Face Value

Gorget about the face on the dollar bil: Artists are using scientific research to spruce up the image of George Washington and bring the first president to life

Presidents Day

February 17, 2006|By DENNIS O'BRIEN | DENNIS O'BRIEN,SUN REPORTER

Brooklyn, N.Y. -- In an airy studio not far from the spot where his Continental Army was nearly crushed, George Washington is being reborn in plaster and wax.

Artists, working with digital images created by a forensic anthropologist, are putting finishing touches on wax sculptures so realistic they should shatter stereotypes when displayed at Mount Vernon this year.

"I think people are going to be shocked, really shocked by what they see," James C. Rees, executive director of Mount Vernon Estate and Gardens in Virginia, said during a recent visit to the studio where the wax figures are being hand-painted.

Officials at Mount Vernon are spending $95 million in donated funds on new exhibits that will include figures of Washington at three stages in his life: an ambitious 19-year-old surveyor, a weary 45-year-old field commander and a deep-thinking, 57-year-old president being sworn into office.

They are intended to bring Washington's image to life, creating a more vivid portrayal than the stiff Gilbert Stuart icon on the dollar bill. They will be included in new buildings that will add five times the exhibition space at Mount Vernon. More than half of the new space will be underground to minimize disruption of the pastoral setting. The opening has been set for Oct. 27.

"The whole thing is about searching for the real George Washington," Rees said. "The dollar bill image has become such an icon, and it just doesn't have human life attached to it."

The figures being sculpted at StudioEIS in Brooklyn are a blend of science and art -- a result of digital images created by Jeffrey Schwartz, a University of Pittsburgh scientist. The forensic anthropologist spent four years analyzing the details of Washington's portraits, spectacles, dentures and other artifacts in search of the real George.

Schwartz had a lot to work with. As part of his investigation, he came to Baltimore last year to make laser scans that provided fine-tuned measurements of the set of Washington's dentures displayed at the National Museum of Dentistry. (There are four known sets.)

He also examined dozens of paintings. Washington sat for 25 painters, including Charles Willson Peale, his son Rembrandt Peale and John Trumbull. Stuart did more than 65 portraits of Washington, including three based on personal observations made during sittings.

Choosing a single portrait as the most accurate portrayal of Washington would be impossible, said Ellen Miles, curator of painting and sculpture at the Smithsonian National Portrait Gallery and one of several experts whom Schwartz consulted as part of the project.

"The artists were uneven. They were uneven in training, they were uneven in their goals, they were uneven in their talent," Miles said. "And some of them had more time than others."

Schwartz, who published a report of the project in this month's Scientific American, said the most informative work of art was the bust of Washington by Jean Antoine Houdon during his two-week visit to Mount Vernon when Washington was 53. For the bust, the French artist created a life mask of Washington by applying plaster to his face during a sitting that required breathing through a straw.

But what Washington looked like as a young man has remained a mystery. The earliest portraits were done by Charles Willson Peale when Washington was 40 and 47.

As people age, cartilage in the ears and nose continue to grow, making noses and ears longer. Washington's were no exception.

But Washington, who had a penchant for cracking walnuts open with his teeth, began losing teeth in his 20s, and at 57 he had only one tooth left. His famous dental problems gradually changed the shape of his jaw -- reducing the distance from his nose to his chin as he aged.

"The whole front of his mouth got shorter as he got older," Schwartz said.

Schwartz created computerized three-dimensional digital images of the Houdon bust, scanned a healthy jaw about the size of Washington's and inserted it digitally into the scan of the bust. He then digitally added bone to the jaw working backward in time to re-create the face as it would have been structured with more teeth, first at age 45 and then at 19.

Schwartz discovered that Washington looked very different than the dollar bill image. From studying the portraits and applying what he knows about how people age, he concluded that Washington had a deep jaw as a young man and developed a bit of a double chin later.

No one is sure what Washington weighed, but the 6-foot-2 president was a thin man at 19. Washington is often described as strapping. But strapping in 1751 did not mean broad shoulders or thick muscles.

Among the upper crust in the 18th century, people admired a narrow shape, a style that encouraged men to hold their shoulders back in public in what was considered a dignified posture. As was the custom among status-conscious families at the time, Washington was corseted as a child to give his body more of a ballet dancer's shape, Schwartz said.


WORK INSTRUCTION
Your reply should reproduce each line below exactly and carry none of the pictures.

DATASET EXCERPTS
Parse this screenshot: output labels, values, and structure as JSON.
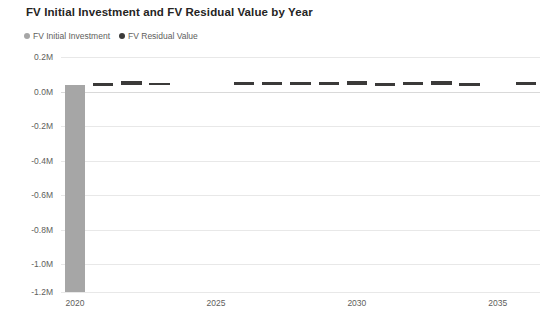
{
  "chart_data": {
    "type": "bar",
    "title": "FV Initial Investment and FV Residual Value by Year",
    "xlabel": "",
    "ylabel": "",
    "grid": true,
    "legend_position": "top-left",
    "categories": [
      "2020",
      "2021",
      "2022",
      "2023",
      "2024",
      "2025",
      "2026",
      "2027",
      "2028",
      "2029",
      "2030",
      "2031",
      "2032",
      "2033",
      "2034",
      "2035",
      "2036"
    ],
    "x_tick_labels": [
      "2020",
      "2025",
      "2030",
      "2035"
    ],
    "y_tick_labels": [
      "0.2M",
      "0.0M",
      "-0.2M",
      "-0.4M",
      "-0.6M",
      "-0.8M",
      "-1.0M",
      "-1.2M"
    ],
    "y_tick_values": [
      200000,
      0,
      -200000,
      -400000,
      -600000,
      -800000,
      -1000000,
      -1200000
    ],
    "ylim": [
      -1200000,
      200000
    ],
    "series": [
      {
        "name": "FV Initial Investment",
        "color": "#a6a6a6",
        "values": [
          -1200000,
          0,
          0,
          0,
          0,
          0,
          0,
          0,
          0,
          0,
          0,
          0,
          0,
          0,
          0,
          0,
          0
        ]
      },
      {
        "name": "FV Residual Value",
        "color": "#3b3a39",
        "values": [
          0,
          9000,
          22000,
          11000,
          0,
          0,
          15000,
          12000,
          16000,
          14000,
          21000,
          8000,
          15000,
          20000,
          7000,
          0,
          13000
        ]
      }
    ]
  },
  "legend": {
    "items": [
      {
        "label": "FV Initial Investment",
        "color": "#a6a6a6"
      },
      {
        "label": "FV Residual Value",
        "color": "#3b3a39"
      }
    ]
  }
}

TASK ANSWER
Parse this screenshot: output labels, values, and structure as JSON.
{
  "chart_data": {
    "type": "bar",
    "title": "FV Initial Investment and FV Residual Value by Year",
    "xlabel": "",
    "ylabel": "",
    "grid": true,
    "legend_position": "top-left",
    "categories": [
      "2020",
      "2021",
      "2022",
      "2023",
      "2024",
      "2025",
      "2026",
      "2027",
      "2028",
      "2029",
      "2030",
      "2031",
      "2032",
      "2033",
      "2034",
      "2035",
      "2036"
    ],
    "x_tick_labels": [
      "2020",
      "2025",
      "2030",
      "2035"
    ],
    "y_tick_labels": [
      "0.2M",
      "0.0M",
      "-0.2M",
      "-0.4M",
      "-0.6M",
      "-0.8M",
      "-1.0M",
      "-1.2M"
    ],
    "y_tick_values": [
      200000,
      0,
      -200000,
      -400000,
      -600000,
      -800000,
      -1000000,
      -1200000
    ],
    "ylim": [
      -1200000,
      200000
    ],
    "series": [
      {
        "name": "FV Initial Investment",
        "color": "#a6a6a6",
        "values": [
          -1200000,
          0,
          0,
          0,
          0,
          0,
          0,
          0,
          0,
          0,
          0,
          0,
          0,
          0,
          0,
          0,
          0
        ]
      },
      {
        "name": "FV Residual Value",
        "color": "#3b3a39",
        "values": [
          0,
          9000,
          22000,
          11000,
          0,
          0,
          15000,
          12000,
          16000,
          14000,
          21000,
          8000,
          15000,
          20000,
          7000,
          0,
          13000
        ]
      }
    ]
  },
  "legend": {
    "items": [
      {
        "label": "FV Initial Investment",
        "color": "#a6a6a6"
      },
      {
        "label": "FV Residual Value",
        "color": "#3b3a39"
      }
    ]
  }
}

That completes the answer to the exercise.